We develop an analytic framework for the analysis of robustness in social-ecological systems (SESs) over time. We argue that social robustness is affected by the disturbances that communities face and the way they respond to them. Using Ostrom's ontological framework for SESs, we classify the major factors influencing the disturbances and responses faced by five Indiana intentional communities over a 15-year time frame. Our empirical results indicate that operational and collective-choice rules, leadership and entrepreneurship, monitoring and sanctioning, economic values, number of users, and norms/social capital are key variables that need to be at the core of future theoretical work on robustness of self-organized systems.
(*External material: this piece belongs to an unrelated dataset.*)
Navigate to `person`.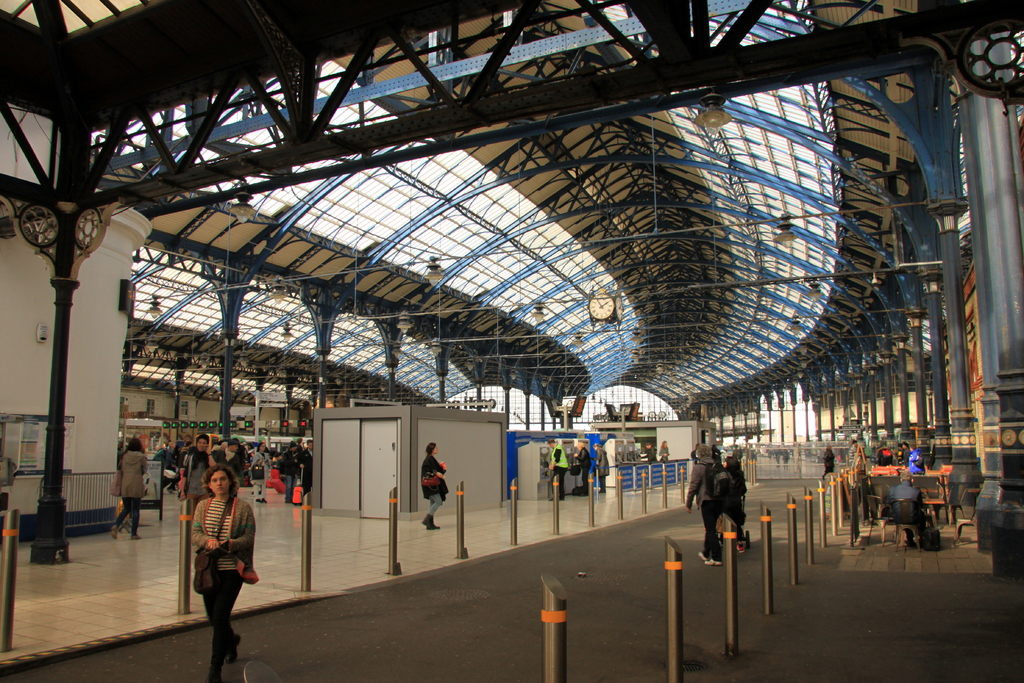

Many countries have adopted large-scale tree-planting programs as a climate mitigation strategy and to support local livelihoods. We evaluate a series of large-scale tree planting 23 programs using data collected from historical Landsat imagery in the state of Himachal Pradesh 24 in Northern India. Using this panel dataset, we use an event study design to estimate the 25 socioeconomic and biophysical impacts over decades of these programs. We find that tree plantings have not, on average, increased the proportion of forest canopy cover, and have modestly shifted forest composition away from the broadleaf varieties valued by local people.Further cross-sectional analysis, from a household livelihood survey, shows that tree planting supports little direct use by local people. We conclude that decades of expensive tree planting programs in this region have not proved effective. This result shows that large-scale tree planting may sometimes fail to achieve its climate mitigation and livelihood goals.3
MainMany countries have begun adopting large-scale tree-planting programs based on the potential of forests to absorb carbon and support local livelihoods 1-3 . As of 2015, the extent of 35 global tree cover from planted forests is estimated at 280 million hectares, and 12 million 36 hectares lie within India 4 . Despite the broad appeal of planting trees, some researchers and practitioners have raised concerns about potential negative impacts of large-scale tree-planting programs on vulnerable people and diverse ecosystems [5][6][7] . Restoration ecologists have cautioned 39 that tree planting should not be equated with forest restoration, but instead countries should 40 consider diverse restoration strategies in diverse ecosystems 7 . However, forest restoration commitments made under international agreements like the Bonn Challenge and UNFCCC Paris Accords demand nationally-coordinated efforts to achieve ambitious restoration targets at immense scale 8 . As a result, much of the current nationally-pledged restoration area is set aside 44 for large-scale tree planting 2,9 . For example, the Indian National Determined Contributions 45 (NDC) from the Paris Accords commits "To create an additional carbon sink of 2.5 to 3 billion 46 tonnes of CO2 equivalent through additional forest and tree cover by 2030" 10 . Understanding the 47
scite is a Brooklyn-based organization that helps researchers better discover and understand research articles through Smart Citations–citations that display the context of the citation and describe whether the article provides supporting or contrasting evidence. scite is used by students and researchers from around the world and is funded in part by the National Science Foundation and the National Institute on Drug Abuse of the National Institutes of Health.